A gathering at the heart of the sources of the artist co-winner of the Turner Prize (2019) whose works mix dreamed narratives with uninhibited feminist ecologies.
Tai Shani's multidisciplinary practice, comprising performance, film, photography and installation, revolves around experimental narrative texts.
Shani creates violent, erotic and fantastical images told in a dense, floral language which propose re-imagines feminine otherness as a perfect totality, set in worlds complete with cosmologies, myth and histories that negate patriarchal narratives. These alternate between familiar stylistic tropes and structures and theoretical prose in order to explore the construction of subjectivity, excess and the affects of the epic as the ground for a post-patriarchal realism.
Tai Shani's project DC Productions (2014-2019) proposed an allegorical city of women, it was an experimental and expanded adaptation of Christine de Pizan's 1405 pioneering feminist book, The Book of the City of Ladies within which Christine builds an city for notable women drawn from a medieval conception of history, where fact, fiction and myth are blurred. This non-hierarchical approach also determined the construction of the characters and narrative of DC. The collected texts were published in 2019 as 'Our Fatal Magic'.
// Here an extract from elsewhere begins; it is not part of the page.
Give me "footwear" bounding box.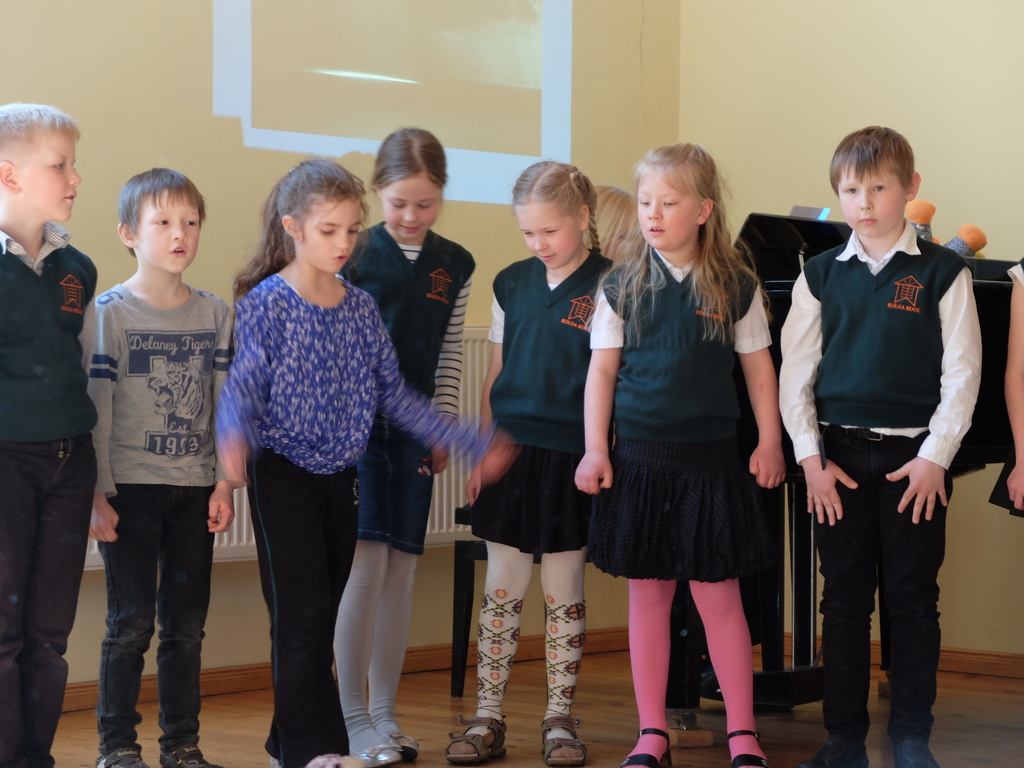
locate(622, 724, 672, 767).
She is the joint 2019 Turner Prize winner together with Lawrence Abu Hamdan, Helen Cammock and Oscar Murillo. In 2019 Tai was a Max Mara prize nominee. Her work has been shown at Kunstnernes Hus, Oslo (2021), Manchester International Festival (2021); Turner Contemporary, UK (2019); Grazer Kunst Verein, Austria (2019); Nottingham Contemporary, U.K. (2019); Fondazione Sandretto Re Rebaudengo, Italy (2019); Glasgow International, UK (2018); Tenstakonsthall, Sweden (2017), Wysing Arts Centre, UK (2017); Serpentine Galleries, London (2016); Tate, London (2016); and Irish Museum of Modern Art, Dublin (2016).
Madeleine is also co-director of the "Troubles, Dissidences et Esthétiques" Chair at the Beaux-Arts de Paris and a permanent member of the Scientific Research Council of the ESAD, Reims.
A graduate of Princeton University in cultural studies, Madeleine earned a Master's degree in Media, Art and Creation from HEC Paris and a Master's degree from the École des Hautes Études en Sciences Sociales (EHESS). There she led an arts-based research-action project with Women Safe non-profit, where she now facilitates a theater and creative writing workshop. Madeleine is currently a PhD candidate at the EHESS (CRAL), studying practices for commoning in contemporary performance.
She has been practicing dance and theater since childhood.